Based on the reviewed studies on this topic, it can be observed that solar cells absorb solar energy and subsequently convert it to electrical energy by using a supercapacitor as the energy transport system. Choosing appropriate active materials for the fabrication of the integrated device is crucial to maximizing the conversion efficiency. In particular, the other parameters that should be paid serious attention are the counter electrodes, conducting polymers, photoactive metal oxides and redox electrolytes given that these materials contribute to high energy conversion efficiency and would subsequently enhance the performance and shelf life of a PV cell integrated supercapacitor. Since the integrated device showed promising results in terms of its efficiencies and flexibility, this sparked great interest amongst researchers worldwide to conduct further analyses when developing solar-cell-integrated supercapacitors with improved properties.
Since improvements in the properties of PV cells and supercapacitors are widely studied and researched, integration of these two components is a novel technique to further enhance the device, particularly in terms of its conversion efficiency and storage capacity. Considering the advantages and disadvantages of PV cells and supercapacitors, these two entities are suitable for integration in order to complement the properties of the energy harvesting and storage system. The integrated device should be designed in such a way that the architecture is practically feasible as an energy generator and storage system [20].

2. Solar Cells

2.1. Materials for Solar Cells

Photovoltaic technology has evolved over the past few decades to address the challenges of converting solar energy to electricity. The main parameter to be considered for the installation of a PV cell in any device is its conversion efficiency. It is well noted that not all sunlight that reaches the PV panel will be converted into electricity. Hence, some of the parameters of a PV panel, such as the wavelength, recombination of electrons, temperature and light reflection, are crucial for the best possible conversion efficiency [21]. By considering all these parameters, the PV panel would be able to optimally convert solar energy into usable electricity for a wide range of applications.

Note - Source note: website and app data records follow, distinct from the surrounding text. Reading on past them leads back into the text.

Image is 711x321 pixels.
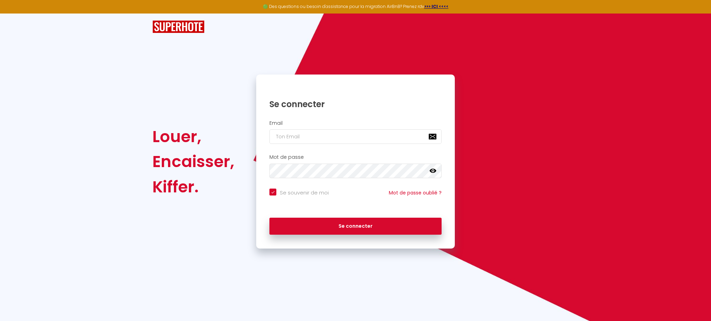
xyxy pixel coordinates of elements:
[269,99,441,110] h1: Se connecter
[152,20,204,33] img: SuperHote logo
[152,175,234,200] div: Kiffer.
[389,189,441,196] a: Mot de passe oublié ?
[269,120,441,126] h2: Email
[269,129,441,144] input: Ton Email
[269,218,441,235] button: Se connecter
[152,124,234,149] div: Louer,
[269,154,441,160] h2: Mot de passe
[152,149,234,174] div: Encaisser,
[424,3,448,9] a: >>> ICI <<<<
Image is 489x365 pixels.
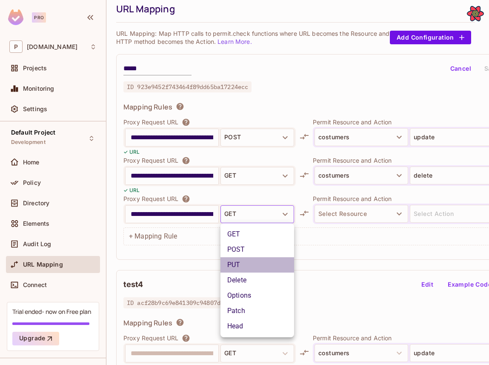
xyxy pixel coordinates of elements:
li: Options [220,288,294,303]
li: Head [220,318,294,333]
li: PUT [220,257,294,272]
li: POST [220,242,294,257]
li: Patch [220,303,294,318]
li: Delete [220,272,294,288]
button: Open React Query Devtools [467,5,484,22]
li: GET [220,226,294,242]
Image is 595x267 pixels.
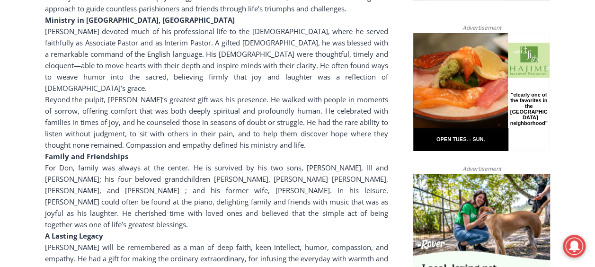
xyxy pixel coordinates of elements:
[453,23,511,32] span: Advertisement
[45,152,128,161] strong: Family and Friendships
[97,59,135,113] div: "clearly one of the favorites in the [GEOGRAPHIC_DATA] neighborhood"
[3,98,93,134] span: Open Tues. - Sun. [PHONE_NUMBER]
[239,0,448,92] div: "[PERSON_NAME] and I covered the [DATE] Parade, which was a really eye opening experience as I ha...
[45,15,235,25] strong: Ministry in [GEOGRAPHIC_DATA], [GEOGRAPHIC_DATA]
[248,94,439,116] span: Intern @ [DOMAIN_NAME]
[0,95,95,118] a: Open Tues. - Sun. [PHONE_NUMBER]
[45,26,388,94] div: [PERSON_NAME] devoted much of his professional life to the [DEMOGRAPHIC_DATA], where he served fa...
[45,94,388,151] div: Beyond the pulpit, [PERSON_NAME]’s greatest gift was his presence. He walked with people in momen...
[228,92,459,118] a: Intern @ [DOMAIN_NAME]
[45,231,103,241] strong: A Lasting Legacy
[453,164,511,173] span: Advertisement
[45,162,388,230] div: For Don, family was always at the center. He is survived by his two sons, [PERSON_NAME], III and ...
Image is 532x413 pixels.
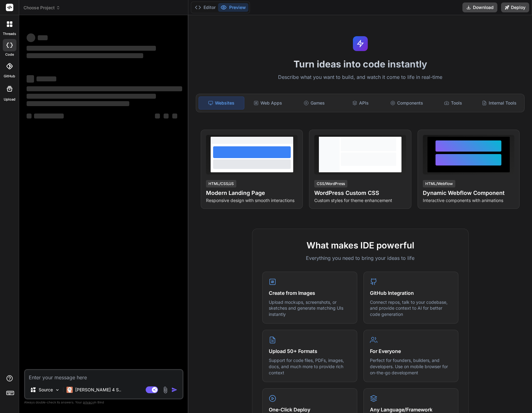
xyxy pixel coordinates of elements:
[26,101,129,106] span: ‌
[292,96,337,110] div: Games
[269,348,351,354] h4: Upload 50+ Formats
[206,180,236,188] div: HTML/CSS/JS
[370,348,452,354] h4: For Everyone
[218,3,248,11] button: Preview
[38,387,53,393] p: Source
[338,96,383,110] div: APIs
[246,96,291,110] div: Web Apps
[26,93,156,99] span: ‌
[206,197,298,204] p: Responsive design with smooth interactions
[262,239,459,252] h2: What makes IDE powerful
[3,97,15,102] label: Upload
[24,5,60,11] span: Choose Project
[370,299,452,317] p: Connect repos, talk to your codebase, and provide context to AI for better code generation
[477,96,522,110] div: Internal Tools
[192,3,218,11] button: Editor
[26,53,143,58] span: ‌
[370,357,452,376] p: Perfect for founders, builders, and developers. Use on mobile browser for on-the-go development
[26,86,182,91] span: ‌
[385,96,429,110] div: Components
[314,197,406,204] p: Custom styles for theme enhancement
[37,76,56,81] span: ‌
[26,46,156,50] span: ‌
[34,114,64,119] span: ‌
[75,387,121,393] p: [PERSON_NAME] 4 S..
[172,387,178,393] img: icon
[24,399,184,405] p: Always double-check its answers. Your in Bind
[199,96,244,110] div: Websites
[192,73,529,81] p: Describe what you want to build, and watch it come to life in real-time
[431,96,476,110] div: Tools
[67,387,73,393] img: Claude 4 Sonnet
[314,180,348,188] div: CSS/WordPress
[3,73,15,79] label: GitHub
[502,2,530,13] button: Deploy
[83,400,94,404] span: privacy
[164,114,169,119] span: ‌
[55,387,60,392] img: Pick Models
[3,31,16,37] label: threads
[269,357,351,376] p: Support for code files, PDFs, images, docs, and much more to provide rich context
[162,386,169,393] img: attachment
[314,189,406,197] h4: WordPress Custom CSS
[269,299,351,317] p: Upload mockups, screenshots, or sketches and generate matching UIs instantly
[370,289,452,297] h4: GitHub Integration
[269,289,351,297] h4: Create from Images
[206,189,298,197] h4: Modern Landing Page
[26,75,34,83] span: ‌
[172,114,177,119] span: ‌
[423,180,456,188] div: HTML/Webflow
[423,197,515,204] p: Interactive components with animations
[5,52,14,57] label: code
[155,114,160,119] span: ‌
[26,33,35,42] span: ‌
[192,59,529,69] h1: Turn ideas into code instantly
[463,2,498,13] button: Download
[26,114,32,119] span: ‌
[423,189,515,197] h4: Dynamic Webflow Component
[38,35,48,40] span: ‌
[262,254,459,262] p: Everything you need to bring your ideas to life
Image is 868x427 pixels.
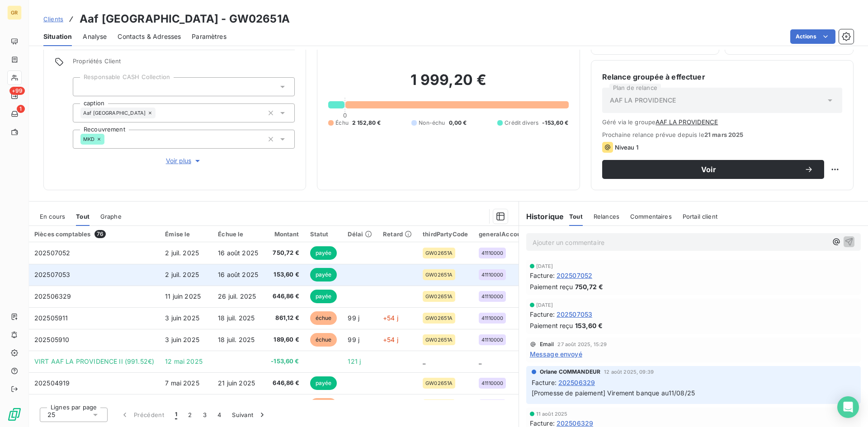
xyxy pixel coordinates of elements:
[530,349,582,358] span: Message envoyé
[72,156,295,165] button: Voir plus
[613,165,804,173] span: Voir
[271,356,299,366] span: -153,60 €
[34,230,154,238] div: Pièces comptables
[79,11,290,27] h3: Aaf [GEOGRAPHIC_DATA] - GW02651A
[540,341,554,347] span: Email
[17,105,25,113] span: 1
[530,282,573,292] span: Paiement reçu
[43,14,63,24] a: Clients
[101,213,122,220] span: Graphe
[310,376,337,390] span: payée
[310,311,337,325] span: échue
[426,380,452,386] span: GW02651A
[165,357,202,365] span: 12 mai 2025
[481,272,503,277] span: 41110000
[226,405,272,424] button: Suivant
[271,378,299,388] span: 646,86 €
[347,314,359,321] span: 99 j
[34,357,154,365] span: VIRT AAF LA PROVIDENCE II (991.52€)
[602,131,842,138] span: Prochaine relance prévue depuis le
[481,315,503,321] span: 41110000
[7,6,22,20] div: GR
[34,249,70,257] span: 202507052
[604,369,654,375] span: 12 août 2025, 09:39
[271,335,299,344] span: 189,60 €
[166,156,202,165] span: Voir plus
[383,314,398,321] span: +54 j
[481,250,503,255] span: 41110000
[383,335,398,343] span: +54 j
[542,119,568,127] span: -153,60 €
[556,310,592,319] span: 202507053
[156,109,162,117] input: Ajouter une valeur
[602,71,842,82] h6: Relance groupée à effectuer
[9,87,25,95] span: +99
[426,315,452,321] span: GW02651A
[426,337,452,342] span: GW02651A
[602,160,824,179] button: Voir
[837,396,859,418] div: Open Intercom Messenger
[594,213,619,220] span: Relances
[557,341,607,347] span: 27 août 2025, 15:29
[615,144,638,151] span: Niveau 1
[218,314,254,321] span: 18 juil. 2025
[682,213,717,220] span: Portail client
[536,302,553,308] span: [DATE]
[790,29,836,44] button: Actions
[630,213,672,220] span: Commentaires
[536,411,568,416] span: 11 août 2025
[532,389,695,396] span: [Promesse de paiement] Virement banque au11/08/25
[43,16,63,22] span: Clients
[197,405,212,424] button: 3
[117,32,181,41] span: Contacts & Adresses
[426,272,452,277] span: GW02651A
[558,378,595,387] span: 202506329
[602,119,842,125] span: Géré via le groupe
[310,230,337,238] div: Statut
[83,136,94,142] span: MKD
[532,378,556,387] span: Facture :
[479,230,542,238] div: generalAccountCode
[271,313,299,322] span: 861,12 €
[336,119,349,127] span: Échu
[426,293,452,299] span: GW02651A
[347,335,359,343] span: 99 j
[347,357,361,365] span: 121 j
[218,230,260,238] div: Échue le
[347,230,372,238] div: Délai
[271,230,299,238] div: Montant
[218,379,255,386] span: 21 juin 2025
[40,213,65,220] span: En cours
[175,410,177,419] span: 1
[165,314,199,321] span: 3 juin 2025
[271,270,299,279] span: 153,60 €
[115,405,169,424] button: Précédent
[328,71,568,98] h2: 1 999,20 €
[536,263,553,268] span: [DATE]
[81,82,87,91] input: Ajouter une valeur
[519,211,564,222] h6: Historique
[481,380,503,386] span: 41110000
[422,357,426,365] span: _
[94,230,106,238] span: 76
[610,96,676,105] span: AAF LA PROVIDENCE
[704,131,744,138] span: 21 mars 2025
[218,292,256,300] span: 26 juil. 2025
[352,119,381,127] span: 2 152,80 €
[481,293,503,299] span: 41110000
[656,119,718,125] button: AAF LA PROVIDENCE
[165,249,199,257] span: 2 juil. 2025
[504,119,539,127] span: Crédit divers
[34,270,70,278] span: 202507053
[426,250,452,255] span: GW02651A
[556,270,592,280] span: 202507052
[383,230,412,238] div: Retard
[47,410,55,419] span: 25
[165,292,201,300] span: 11 juin 2025
[165,335,199,343] span: 3 juin 2025
[182,405,197,424] button: 2
[82,32,107,41] span: Analyse
[343,112,347,119] span: 0
[540,368,601,376] span: Orlane COMMANDEUR
[310,246,337,260] span: payée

The power that is harvested from PV cells differs according to the region because the variation in solar insolation and seasons during a given year would greatly affect its performance [22]. To date, a wide variety of solar cells with different characteristics have been fabricated, namely, organic solar cells, perovskite solar cells (PSCs), dye-sensitized solar cells (DSSCs), Cu (In, Ga) Se2 (CIGS) solar cells, etc. [7][22][23].
Recently, dye-sensitized solar cells (DSSCs) have been receiving attention, mainly due to their flexibility and cost-effectiveness. A previous study fabricated a flexible printable DSSC/supercapacitor integrated energy device that is flexible, lightweight and portable such that it can be used for a wide range of applications. It possesses a high voltage capacity that could go up to 1.8 V and is environmentally friendly. Outdoor testing was carried out with extreme mechanical loading to test its stability. The results demonstrated that the device achieved stable performance throughout the test [23]. Another researcher developed a flexible supercapacitor by doping graphene onto activated carbon. The supercapacitor that performed as an energy storage system was integrated with DSSC to power an LED. The highest capacitance was obtained by the supercapacitor doped with 0.05 wt.% graphene with a charge/discharge efficiency of 85.29%. A bending test was conducted to analyze any variation in capacitance. The results showed that the capacitance was maintained throughout the test [7].
Meanwhile, Xu and co-workers integrated an MAPbI3-based perovskite solar cell (PSC) and a PPy-based supercapacitor as an energy pack [14]. The voltage of the supercapacitor was set at 0.6 V and the system produced a high output voltage of 1.45 V and an overall output efficiency of 20%. This system provided a continuous output of electric power by using the MAPbI3-based solar cells as an energy source. Another PSC-integrated device was developed by [24]. A semitransparent PSC was integrated with an electrochromic WO3 supercapacitor in a vertically stacked configuration. The power conversion efficiency that was achieved by the PV part was 8.25% and the energy density was 35.9 mW/h. The average power density and areal capacitance were 461.5 mW/m2 and 459.6 F/m2, respectively.
One of the established solar cell devices is made of crystalline silicon, which is still dominating the commercial PV modules in the industry despite its heavy weight, inflexibility and high production cost. Prior research by [25] integrated a commercial polycrystalline silicon device with a supercapacitor, which resulted in an 84% coulombic efficiency. The design demonstrated that the polycrystalline silicon solar cell was capable of charging the supercapacitor under an external load and that a constant current load could be maintained through periods of intermittent illumination, indicating the feasibility of the integration concept. Another type of solar cell that is widely used these days is an organic solar cell (OSC). OSCs have potentially low costs and are suitable for omnipresent distribution. Research by [26] integrated OSCs based on poly(3-hexylthiophene):[6,6]-phenyl-C60-butyric acid methyl ester with Al electrodes and supercapacitors based on graphene ink. The materials were grown on a single substrate using graphene as a common platform. The achieved power conversion efficiency (PCE) was approximately 1.6%, while the Voc was 5 V. The OSC-integrated supercapacitor managed to yield an overall system voltage of up to 4 V.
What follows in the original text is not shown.